A four-finalist shortlist for Transform 1012 N. Main Street’s adaptive reuse and racial equity project has been announced as part of a multiphase selection process that will eventually deliver the new Fred Rouse Center for Arts and Community Healing to Fort Worth, Texas.
The chance at redesigning what was once the Ku Klux Klan Klavern No. 101 Auditorium will fall on a proposal that best expresses and reflects the group’s reclamatory mission while “[prioritizing] community, equity, and collective healing in the design of the space” above all other considerations of site and material.
“The exceptional quality of the submissions prompted us to expand the initially envisioned shortlist from three to four teams and to extend our selection deadline for a few days,” Ben Crawford, the Chair of Transform 1012’s Design Architect Selection Committee, added. “We are thrilled to welcome these architects to Fort Worth to see how they could be a partner in reimagining the processes for enacting the interrelationship between the built environment, city planning, neighborhoods, and people.”
The selection committee was chaired by HOK Senior Principal Ben Crawford and included MASS Design Group’s Public Memory and Memorials Lab Director Jha D. Amazi and seven others. Their unanimous choices were made following the participation of more than 100 architects in the July 23rd Pre-Submission Webinar led by MASS Design. The submissions were vetted based on their Statement of Values and Commitments, which asked the teams to detail their positions on spatial justice, the redistribution of resources, and community healing, along with a note about the role each has had in their work thus far.
The four finalist design teams are:
“An equitable architect selection process is crucial to accomplishing the goals we set forth when we began meeting in 2019 and acquired the building in 2021. These finalists make me optimistic about the future Fred Rouse Center, and I am excited to see our coalition’s values and intentions realized through intentional and liberation-based design,” Daniel Banks, Transform 1012 Co-Convener and Board Chair and Co-Founder of DNAWORKS said finally.
A Design Week Residency will take place from October 15–18th in Fort Worth in order to bring each team into contact with various stakeholders and invite additional feedback from community members. The winner will be announced on November 15th. Further details pertaining to the architect design selection process can be found on Transform 1012’s website.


| WORK ORDER |
State only the number of lines below where the word "Never" is found.

| MATERIAL FOR THIS EXERCISE |
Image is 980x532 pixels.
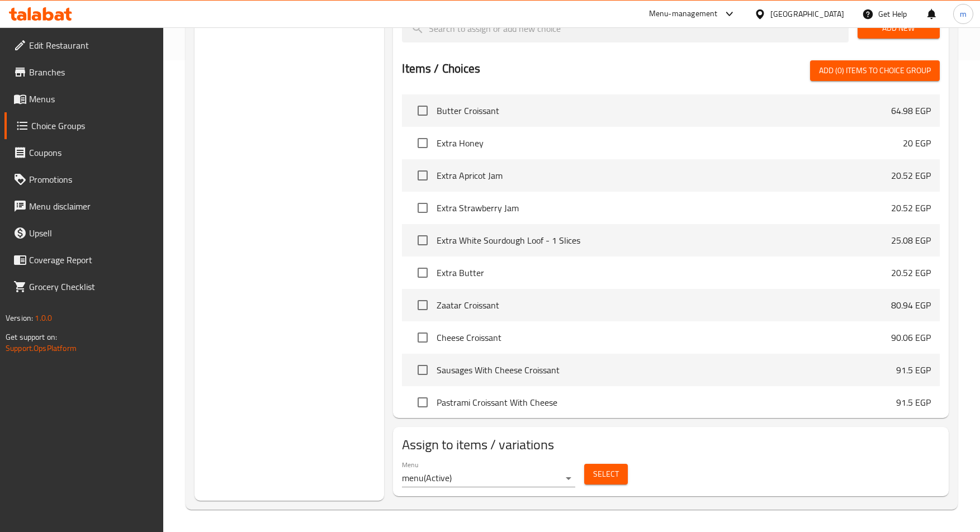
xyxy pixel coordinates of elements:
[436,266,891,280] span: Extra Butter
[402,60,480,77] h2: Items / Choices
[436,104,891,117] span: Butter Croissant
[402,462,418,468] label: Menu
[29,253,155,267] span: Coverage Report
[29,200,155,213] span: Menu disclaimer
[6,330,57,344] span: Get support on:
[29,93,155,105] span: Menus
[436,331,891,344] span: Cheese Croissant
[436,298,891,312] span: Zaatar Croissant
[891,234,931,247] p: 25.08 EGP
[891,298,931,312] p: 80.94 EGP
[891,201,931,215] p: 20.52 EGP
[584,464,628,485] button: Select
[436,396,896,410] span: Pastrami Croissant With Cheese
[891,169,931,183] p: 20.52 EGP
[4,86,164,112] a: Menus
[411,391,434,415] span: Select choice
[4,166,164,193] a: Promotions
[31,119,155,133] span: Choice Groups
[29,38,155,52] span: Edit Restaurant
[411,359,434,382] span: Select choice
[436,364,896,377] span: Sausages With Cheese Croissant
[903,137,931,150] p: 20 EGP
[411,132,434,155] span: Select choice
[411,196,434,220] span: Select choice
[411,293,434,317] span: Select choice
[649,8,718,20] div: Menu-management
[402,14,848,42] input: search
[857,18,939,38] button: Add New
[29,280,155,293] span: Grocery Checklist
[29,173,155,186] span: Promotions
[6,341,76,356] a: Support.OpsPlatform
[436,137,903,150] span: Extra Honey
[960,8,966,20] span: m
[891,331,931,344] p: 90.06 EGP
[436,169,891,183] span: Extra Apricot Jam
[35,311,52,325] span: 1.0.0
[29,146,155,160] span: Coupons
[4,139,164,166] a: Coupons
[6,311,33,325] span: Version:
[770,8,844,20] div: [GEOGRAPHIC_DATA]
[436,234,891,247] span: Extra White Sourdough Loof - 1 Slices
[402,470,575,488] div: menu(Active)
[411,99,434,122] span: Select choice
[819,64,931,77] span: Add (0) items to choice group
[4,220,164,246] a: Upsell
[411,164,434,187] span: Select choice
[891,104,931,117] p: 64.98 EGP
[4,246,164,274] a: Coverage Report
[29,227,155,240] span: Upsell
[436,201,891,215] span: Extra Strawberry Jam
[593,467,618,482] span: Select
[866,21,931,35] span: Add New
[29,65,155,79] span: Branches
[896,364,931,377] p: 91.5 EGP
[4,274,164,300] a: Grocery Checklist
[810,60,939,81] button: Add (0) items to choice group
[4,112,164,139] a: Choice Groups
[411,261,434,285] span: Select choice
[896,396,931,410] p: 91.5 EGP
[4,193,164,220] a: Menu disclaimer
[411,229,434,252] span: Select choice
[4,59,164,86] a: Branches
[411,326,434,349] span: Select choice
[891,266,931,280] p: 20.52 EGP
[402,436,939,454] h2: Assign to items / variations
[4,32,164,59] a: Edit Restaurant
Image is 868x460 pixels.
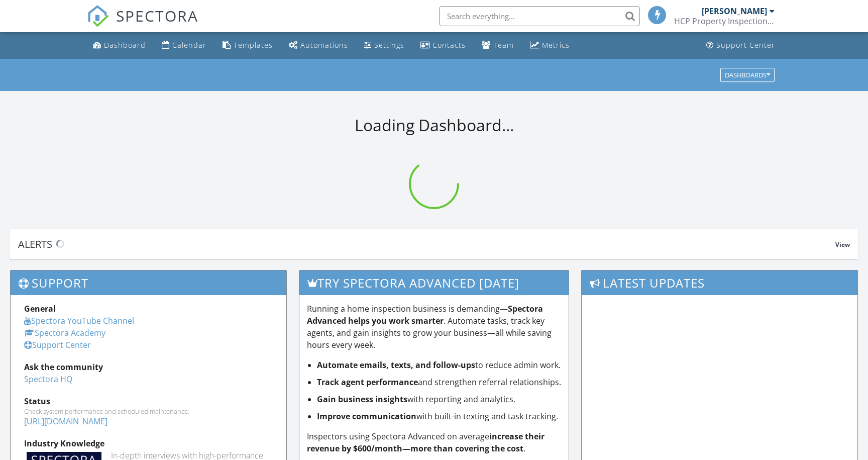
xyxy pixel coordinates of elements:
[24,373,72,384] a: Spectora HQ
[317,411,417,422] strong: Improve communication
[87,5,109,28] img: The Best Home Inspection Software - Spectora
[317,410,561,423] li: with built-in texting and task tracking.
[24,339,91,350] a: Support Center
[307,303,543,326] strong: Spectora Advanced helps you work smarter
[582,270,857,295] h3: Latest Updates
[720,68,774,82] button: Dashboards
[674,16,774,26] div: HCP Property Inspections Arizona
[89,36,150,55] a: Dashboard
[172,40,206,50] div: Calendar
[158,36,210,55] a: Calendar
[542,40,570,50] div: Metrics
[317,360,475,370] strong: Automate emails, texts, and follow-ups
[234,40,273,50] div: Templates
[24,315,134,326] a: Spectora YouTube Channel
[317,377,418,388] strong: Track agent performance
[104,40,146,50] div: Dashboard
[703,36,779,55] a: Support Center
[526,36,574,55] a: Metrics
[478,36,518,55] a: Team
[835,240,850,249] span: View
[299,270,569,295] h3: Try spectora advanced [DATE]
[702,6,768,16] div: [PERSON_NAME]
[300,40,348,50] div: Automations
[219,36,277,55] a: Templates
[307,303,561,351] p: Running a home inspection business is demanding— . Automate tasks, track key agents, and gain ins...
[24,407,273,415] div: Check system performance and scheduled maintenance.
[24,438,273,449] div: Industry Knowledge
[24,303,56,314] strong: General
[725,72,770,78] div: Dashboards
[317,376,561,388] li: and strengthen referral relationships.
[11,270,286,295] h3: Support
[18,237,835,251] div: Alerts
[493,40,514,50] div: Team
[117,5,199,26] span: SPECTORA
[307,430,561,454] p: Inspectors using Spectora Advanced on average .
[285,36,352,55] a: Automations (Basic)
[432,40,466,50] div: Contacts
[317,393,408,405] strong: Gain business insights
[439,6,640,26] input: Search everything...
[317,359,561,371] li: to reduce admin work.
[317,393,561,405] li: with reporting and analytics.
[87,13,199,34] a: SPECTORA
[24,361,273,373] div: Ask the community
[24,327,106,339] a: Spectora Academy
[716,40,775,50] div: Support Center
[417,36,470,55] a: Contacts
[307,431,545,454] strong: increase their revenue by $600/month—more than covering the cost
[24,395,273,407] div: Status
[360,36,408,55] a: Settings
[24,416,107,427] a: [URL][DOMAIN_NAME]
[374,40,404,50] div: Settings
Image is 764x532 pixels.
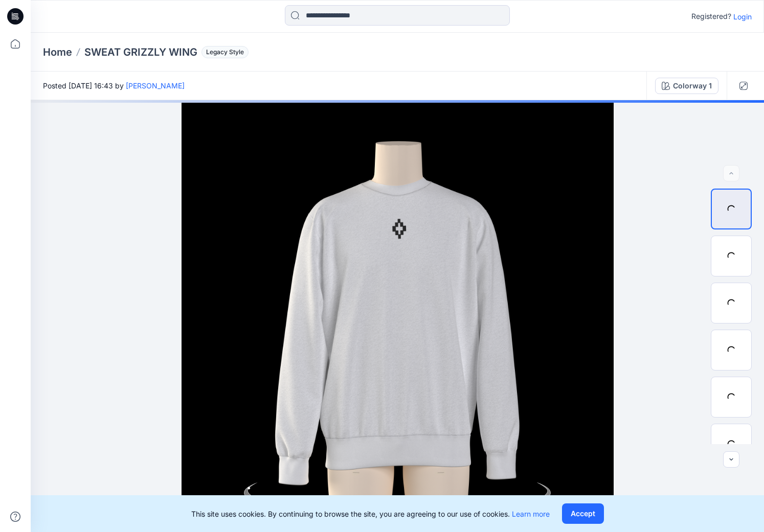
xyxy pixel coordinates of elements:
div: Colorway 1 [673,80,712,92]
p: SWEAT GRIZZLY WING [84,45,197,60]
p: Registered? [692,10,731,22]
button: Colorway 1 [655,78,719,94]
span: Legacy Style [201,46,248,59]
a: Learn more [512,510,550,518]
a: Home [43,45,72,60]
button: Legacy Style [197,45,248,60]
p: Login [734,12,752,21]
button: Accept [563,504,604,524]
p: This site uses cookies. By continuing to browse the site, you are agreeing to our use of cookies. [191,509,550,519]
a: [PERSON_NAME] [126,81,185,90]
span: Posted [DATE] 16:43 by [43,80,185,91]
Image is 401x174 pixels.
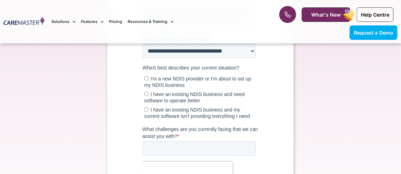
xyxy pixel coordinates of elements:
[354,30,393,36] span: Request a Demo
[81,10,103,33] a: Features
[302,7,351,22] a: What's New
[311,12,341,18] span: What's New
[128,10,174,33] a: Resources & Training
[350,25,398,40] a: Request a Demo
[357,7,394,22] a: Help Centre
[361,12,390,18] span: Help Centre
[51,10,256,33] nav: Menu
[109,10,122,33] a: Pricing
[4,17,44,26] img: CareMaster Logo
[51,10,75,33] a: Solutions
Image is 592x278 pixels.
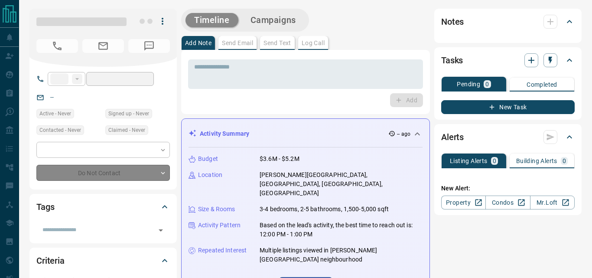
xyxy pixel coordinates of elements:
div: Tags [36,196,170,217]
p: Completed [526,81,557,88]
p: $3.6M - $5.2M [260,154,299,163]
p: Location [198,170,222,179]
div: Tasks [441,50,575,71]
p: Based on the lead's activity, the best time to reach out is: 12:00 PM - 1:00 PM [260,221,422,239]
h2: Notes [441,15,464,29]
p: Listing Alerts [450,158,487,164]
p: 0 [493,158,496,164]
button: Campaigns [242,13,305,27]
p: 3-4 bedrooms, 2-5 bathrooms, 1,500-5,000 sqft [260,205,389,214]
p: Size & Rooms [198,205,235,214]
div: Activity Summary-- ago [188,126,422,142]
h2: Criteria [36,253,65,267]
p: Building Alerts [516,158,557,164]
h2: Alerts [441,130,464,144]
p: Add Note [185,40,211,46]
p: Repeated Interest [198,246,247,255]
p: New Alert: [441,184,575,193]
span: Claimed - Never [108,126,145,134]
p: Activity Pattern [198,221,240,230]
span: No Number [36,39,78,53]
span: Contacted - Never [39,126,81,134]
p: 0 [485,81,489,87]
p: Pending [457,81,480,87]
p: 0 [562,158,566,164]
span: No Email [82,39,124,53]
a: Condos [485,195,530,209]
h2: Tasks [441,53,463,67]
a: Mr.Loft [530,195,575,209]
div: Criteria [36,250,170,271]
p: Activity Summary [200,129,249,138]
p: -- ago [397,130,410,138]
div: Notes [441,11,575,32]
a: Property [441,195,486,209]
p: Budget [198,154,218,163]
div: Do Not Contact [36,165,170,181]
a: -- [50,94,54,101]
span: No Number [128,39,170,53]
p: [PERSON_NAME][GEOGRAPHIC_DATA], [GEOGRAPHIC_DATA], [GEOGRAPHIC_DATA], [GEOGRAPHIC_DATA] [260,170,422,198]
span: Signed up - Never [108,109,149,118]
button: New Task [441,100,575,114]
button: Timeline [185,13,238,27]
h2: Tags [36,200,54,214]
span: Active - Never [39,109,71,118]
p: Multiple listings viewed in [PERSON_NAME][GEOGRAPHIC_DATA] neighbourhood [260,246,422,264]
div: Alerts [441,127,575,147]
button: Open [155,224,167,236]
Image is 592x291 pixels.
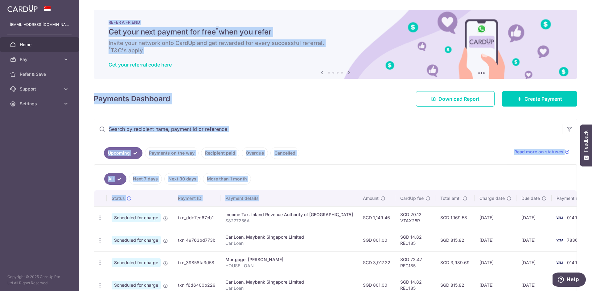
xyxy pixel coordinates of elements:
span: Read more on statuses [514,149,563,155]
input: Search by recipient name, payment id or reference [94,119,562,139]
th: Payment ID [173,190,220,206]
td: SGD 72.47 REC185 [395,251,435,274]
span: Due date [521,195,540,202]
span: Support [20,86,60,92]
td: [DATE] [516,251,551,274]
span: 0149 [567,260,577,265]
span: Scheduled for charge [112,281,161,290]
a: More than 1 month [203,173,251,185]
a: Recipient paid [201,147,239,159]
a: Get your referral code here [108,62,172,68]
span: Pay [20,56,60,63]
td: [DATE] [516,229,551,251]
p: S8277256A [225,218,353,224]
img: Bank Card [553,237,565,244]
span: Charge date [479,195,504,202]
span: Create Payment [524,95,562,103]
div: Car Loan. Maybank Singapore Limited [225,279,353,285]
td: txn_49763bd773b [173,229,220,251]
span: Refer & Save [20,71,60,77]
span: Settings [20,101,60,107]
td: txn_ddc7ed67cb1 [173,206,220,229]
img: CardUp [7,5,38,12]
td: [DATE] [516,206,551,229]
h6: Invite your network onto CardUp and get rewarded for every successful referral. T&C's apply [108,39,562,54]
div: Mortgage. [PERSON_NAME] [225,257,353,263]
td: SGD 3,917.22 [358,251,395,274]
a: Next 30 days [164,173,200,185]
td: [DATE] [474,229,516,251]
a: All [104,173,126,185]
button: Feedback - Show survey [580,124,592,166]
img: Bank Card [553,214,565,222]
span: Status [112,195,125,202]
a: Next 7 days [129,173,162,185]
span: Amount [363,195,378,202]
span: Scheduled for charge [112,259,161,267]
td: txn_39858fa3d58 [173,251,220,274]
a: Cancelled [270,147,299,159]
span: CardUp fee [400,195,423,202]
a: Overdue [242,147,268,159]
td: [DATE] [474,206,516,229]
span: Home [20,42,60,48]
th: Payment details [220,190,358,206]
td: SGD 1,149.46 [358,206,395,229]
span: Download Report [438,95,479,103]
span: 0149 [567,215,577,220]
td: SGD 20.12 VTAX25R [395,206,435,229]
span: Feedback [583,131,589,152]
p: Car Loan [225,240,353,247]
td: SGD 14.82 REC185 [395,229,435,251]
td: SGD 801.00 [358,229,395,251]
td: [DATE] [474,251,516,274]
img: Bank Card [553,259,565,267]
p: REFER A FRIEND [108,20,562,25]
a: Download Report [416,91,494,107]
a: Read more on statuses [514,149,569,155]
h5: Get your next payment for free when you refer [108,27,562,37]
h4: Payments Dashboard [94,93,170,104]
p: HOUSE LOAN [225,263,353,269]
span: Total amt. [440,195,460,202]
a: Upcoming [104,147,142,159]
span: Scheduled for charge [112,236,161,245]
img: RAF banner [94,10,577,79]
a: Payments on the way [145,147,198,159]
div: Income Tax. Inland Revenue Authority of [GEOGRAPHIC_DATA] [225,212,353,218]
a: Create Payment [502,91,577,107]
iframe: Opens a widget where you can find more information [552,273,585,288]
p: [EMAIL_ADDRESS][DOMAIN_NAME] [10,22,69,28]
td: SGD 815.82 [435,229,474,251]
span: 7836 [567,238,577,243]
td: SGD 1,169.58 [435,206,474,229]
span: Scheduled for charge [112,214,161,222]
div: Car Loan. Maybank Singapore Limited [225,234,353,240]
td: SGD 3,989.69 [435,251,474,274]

| YOUR RESPONSE |
4